Incline your ear, O LORD, and answer me, for I am poor and needy (Psalm 86:1).
Years ago, pregnancy care centers were typically called “crisis pregnancy centers.” I am not sure of all the reasons why most centers dropped the term “crisis,” but I suspect it had something to do with wanting a pregnancy center to be a place where women would know they could find care, a place of peace as they wrestled though difficult decisions and circumstances. And, while I am sure that such renaming was wise, and perhaps necessary, the term “crisis” remains apt. An unexpected pregnancy is a crisis, or at least it feels that way to many women and men in the midst of one.
Psalm 86 is a prayer of a man in crisis. Throughout the psalm we hear the pleas of David: “Incline your ear, O LORD, and answer me, for I am poor and needy… preserve my life… save your servant… be gracious to me… listen to my plea for grace… in the day of trouble I call upon you…” Here is a man who, at least at very specific times in his life, lived in crisis. We know many of them—fleeing for his life from King Saul and later from his son Absalom, his adultery with Bathsheba, and his subsequent murder of her husband, to say nothing of the constant pressure of being a king. In other words, life was far from smooth sailing for David.
Crisis is normal for the Christian life. It is normal for life period. Failure, disappointments, the death of loved ones, broken relationships, addictions, bad decisions, insecurities, depression, and health crises are all part of the world in which we live, and therefore a part of our own lives, regardless of who we are or how close to God we may (or may not) be. One way to speak of the difference between the Church and the world is that, while all live in the midst of crisis, the Christian knows where to turn. In fact, not only does the Lord want His people to come to Him in crisis, He requires them to do so: “Call upon me in the day of trouble; I will deliver you, and you shall glorify me” (Psalm 50:15). Delivering His people is what it means for the Lord to be God. The thing so encouraging about David’s life is that he came to God during all kinds of crises, even those of his own making. And the Lord received him, for that is what the Lord does. The name Jesus, after all, means salvation—“you shall call his name Jesus, for he shall save his people from their sins” (Matthew 1:21). Before He is anything else to His people, the Lord is a savior.
Yet there is an impulse among many Christians—although certainly not all—that having come to Christ means that we should now be free from crisis and, in particular, crises of our own making. Often this thought is rooted in pride, not wanting to admit that, even as we have been claimed by Christ, that life is not always smooth and that we still deal with sin. Not only does such an idea rob the Church of peace, but it erects a wall before those in a real crisis, particularly those whose crises are of their own making. But what is the Church but those who know crisis, even crises of our own making, and have found peace, not because we have been good but because we’ve been delivered? Who are learning to trust God in the midst of crisis, even when it may not be readily lifted?
So what does this have to do with abortion? Not every woman in a crisis pregnancy has access to a pregnancy center. But she should have access to a church. Will she come? Does she know that God has loved a messy, tired, and rebellious people—like you and me—in Christ Jesus? Is the fact that Jesus is first a Savior evident not just in the doctrine of the Church but in the lives of her people? Does she believe that the Church also knows crisis? If she does, she may turn to the Church. If she doesn’t, she may turn elsewhere.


◆ **Exercise description**
All of the entries should be restated word for word, but without their pictures.

◆ **The records**
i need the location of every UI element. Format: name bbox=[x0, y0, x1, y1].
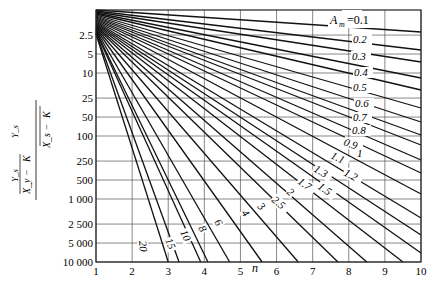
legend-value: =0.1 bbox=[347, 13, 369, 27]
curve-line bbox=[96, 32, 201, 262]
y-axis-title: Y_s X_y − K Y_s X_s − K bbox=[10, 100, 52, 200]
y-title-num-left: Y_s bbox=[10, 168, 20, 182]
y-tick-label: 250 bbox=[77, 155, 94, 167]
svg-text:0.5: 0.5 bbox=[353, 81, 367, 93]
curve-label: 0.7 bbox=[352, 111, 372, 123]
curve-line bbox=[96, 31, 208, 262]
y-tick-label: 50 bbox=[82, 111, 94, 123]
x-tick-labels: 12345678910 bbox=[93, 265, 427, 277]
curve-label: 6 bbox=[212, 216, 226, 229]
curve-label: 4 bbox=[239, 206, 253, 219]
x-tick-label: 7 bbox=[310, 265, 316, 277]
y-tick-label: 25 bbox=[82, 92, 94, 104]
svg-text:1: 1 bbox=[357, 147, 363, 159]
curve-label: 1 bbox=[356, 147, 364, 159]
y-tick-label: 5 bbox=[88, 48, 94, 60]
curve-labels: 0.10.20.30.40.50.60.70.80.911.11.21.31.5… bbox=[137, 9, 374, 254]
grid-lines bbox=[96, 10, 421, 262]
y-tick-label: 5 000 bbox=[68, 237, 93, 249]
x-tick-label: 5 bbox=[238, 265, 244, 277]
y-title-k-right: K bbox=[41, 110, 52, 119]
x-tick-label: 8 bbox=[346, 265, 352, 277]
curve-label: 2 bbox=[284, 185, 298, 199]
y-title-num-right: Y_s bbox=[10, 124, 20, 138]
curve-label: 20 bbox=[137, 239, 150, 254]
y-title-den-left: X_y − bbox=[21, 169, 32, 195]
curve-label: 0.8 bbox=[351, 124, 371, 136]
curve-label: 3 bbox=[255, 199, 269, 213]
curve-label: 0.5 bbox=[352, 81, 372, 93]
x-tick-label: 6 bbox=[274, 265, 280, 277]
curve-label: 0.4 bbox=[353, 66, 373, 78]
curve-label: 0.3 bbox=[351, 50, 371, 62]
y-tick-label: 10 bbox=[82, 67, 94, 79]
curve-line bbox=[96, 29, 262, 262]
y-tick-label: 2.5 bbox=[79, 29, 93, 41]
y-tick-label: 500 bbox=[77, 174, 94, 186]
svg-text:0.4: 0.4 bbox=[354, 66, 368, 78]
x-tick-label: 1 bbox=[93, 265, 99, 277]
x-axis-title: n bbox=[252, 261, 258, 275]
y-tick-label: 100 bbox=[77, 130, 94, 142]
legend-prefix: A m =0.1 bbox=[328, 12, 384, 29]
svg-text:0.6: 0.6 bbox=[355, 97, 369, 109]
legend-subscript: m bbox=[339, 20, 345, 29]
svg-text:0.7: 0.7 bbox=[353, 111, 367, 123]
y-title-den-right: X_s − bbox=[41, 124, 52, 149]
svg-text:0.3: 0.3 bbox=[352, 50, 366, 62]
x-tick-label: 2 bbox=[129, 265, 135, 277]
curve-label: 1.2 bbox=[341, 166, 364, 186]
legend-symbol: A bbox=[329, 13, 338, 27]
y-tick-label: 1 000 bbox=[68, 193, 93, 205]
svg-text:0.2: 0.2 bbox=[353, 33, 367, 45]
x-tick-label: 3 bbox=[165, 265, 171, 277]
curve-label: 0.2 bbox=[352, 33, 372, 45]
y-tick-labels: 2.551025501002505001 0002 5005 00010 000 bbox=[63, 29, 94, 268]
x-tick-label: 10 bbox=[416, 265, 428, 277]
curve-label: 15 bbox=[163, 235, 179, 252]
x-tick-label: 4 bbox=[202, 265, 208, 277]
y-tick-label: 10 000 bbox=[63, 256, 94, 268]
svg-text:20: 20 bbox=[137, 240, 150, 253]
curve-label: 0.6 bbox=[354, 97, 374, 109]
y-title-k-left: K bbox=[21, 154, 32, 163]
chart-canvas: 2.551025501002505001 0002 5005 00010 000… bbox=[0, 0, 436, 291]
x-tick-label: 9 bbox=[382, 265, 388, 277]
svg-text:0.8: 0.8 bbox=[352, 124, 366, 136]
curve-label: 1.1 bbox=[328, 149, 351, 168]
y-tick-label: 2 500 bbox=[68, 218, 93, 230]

◆ **Task output**
i need the location of every UI element. Format: name bbox=[x0, y0, x1, y1].
legend-value: =0.1 bbox=[347, 13, 369, 27]
curve-line bbox=[96, 32, 201, 262]
y-axis-title: Y_s X_y − K Y_s X_s − K bbox=[10, 100, 52, 200]
y-title-num-left: Y_s bbox=[10, 168, 20, 182]
y-tick-label: 250 bbox=[77, 155, 94, 167]
svg-text:0.5: 0.5 bbox=[353, 81, 367, 93]
curve-label: 0.7 bbox=[352, 111, 372, 123]
curve-line bbox=[96, 31, 208, 262]
y-tick-label: 50 bbox=[82, 111, 94, 123]
x-tick-labels: 12345678910 bbox=[93, 265, 427, 277]
curve-label: 6 bbox=[212, 216, 226, 229]
curve-label: 4 bbox=[239, 206, 253, 219]
x-tick-label: 7 bbox=[310, 265, 316, 277]
y-tick-label: 25 bbox=[82, 92, 94, 104]
svg-text:1: 1 bbox=[357, 147, 363, 159]
curve-label: 1 bbox=[356, 147, 364, 159]
y-tick-label: 5 bbox=[88, 48, 94, 60]
curve-labels: 0.10.20.30.40.50.60.70.80.911.11.21.31.5… bbox=[137, 9, 374, 254]
grid-lines bbox=[96, 10, 421, 262]
y-tick-label: 5 000 bbox=[68, 237, 93, 249]
x-tick-label: 5 bbox=[238, 265, 244, 277]
y-title-k-right: K bbox=[41, 110, 52, 119]
x-tick-label: 8 bbox=[346, 265, 352, 277]
curve-label: 2 bbox=[284, 185, 298, 199]
y-title-num-right: Y_s bbox=[10, 124, 20, 138]
curve-label: 20 bbox=[137, 239, 150, 254]
y-title-den-left: X_y − bbox=[21, 169, 32, 195]
curve-label: 0.8 bbox=[351, 124, 371, 136]
curve-label: 3 bbox=[255, 199, 269, 213]
curve-label: 0.5 bbox=[352, 81, 372, 93]
x-tick-label: 6 bbox=[274, 265, 280, 277]
curve-label: 0.4 bbox=[353, 66, 373, 78]
curve-label: 0.3 bbox=[351, 50, 371, 62]
y-tick-label: 10 bbox=[82, 67, 94, 79]
curve-line bbox=[96, 29, 262, 262]
y-tick-label: 2.5 bbox=[79, 29, 93, 41]
y-tick-label: 500 bbox=[77, 174, 94, 186]
svg-text:0.4: 0.4 bbox=[354, 66, 368, 78]
x-tick-label: 1 bbox=[93, 265, 99, 277]
x-axis-title: n bbox=[252, 261, 258, 275]
y-tick-label: 100 bbox=[77, 130, 94, 142]
legend-prefix: A m =0.1 bbox=[328, 12, 384, 29]
svg-text:0.6: 0.6 bbox=[355, 97, 369, 109]
legend-subscript: m bbox=[339, 20, 345, 29]
svg-text:0.7: 0.7 bbox=[353, 111, 367, 123]
y-title-den-right: X_s − bbox=[41, 124, 52, 149]
svg-text:0.3: 0.3 bbox=[352, 50, 366, 62]
x-tick-label: 2 bbox=[129, 265, 135, 277]
curve-label: 1.2 bbox=[341, 166, 364, 186]
legend-symbol: A bbox=[329, 13, 338, 27]
y-tick-label: 1 000 bbox=[68, 193, 93, 205]
svg-text:0.2: 0.2 bbox=[353, 33, 367, 45]
x-tick-label: 3 bbox=[165, 265, 171, 277]
curve-label: 0.2 bbox=[352, 33, 372, 45]
y-tick-labels: 2.551025501002505001 0002 5005 00010 000 bbox=[63, 29, 94, 268]
x-tick-label: 10 bbox=[416, 265, 428, 277]
curve-label: 15 bbox=[163, 235, 179, 252]
x-tick-label: 4 bbox=[202, 265, 208, 277]
y-tick-label: 10 000 bbox=[63, 256, 94, 268]
svg-text:20: 20 bbox=[137, 240, 150, 253]
curve-label: 0.6 bbox=[354, 97, 374, 109]
y-title-k-left: K bbox=[21, 154, 32, 163]
chart-canvas: 2.551025501002505001 0002 5005 00010 000… bbox=[0, 0, 436, 291]
x-tick-label: 9 bbox=[382, 265, 388, 277]
svg-text:0.8: 0.8 bbox=[352, 124, 366, 136]
curve-label: 1.1 bbox=[328, 149, 351, 168]
y-tick-label: 2 500 bbox=[68, 218, 93, 230]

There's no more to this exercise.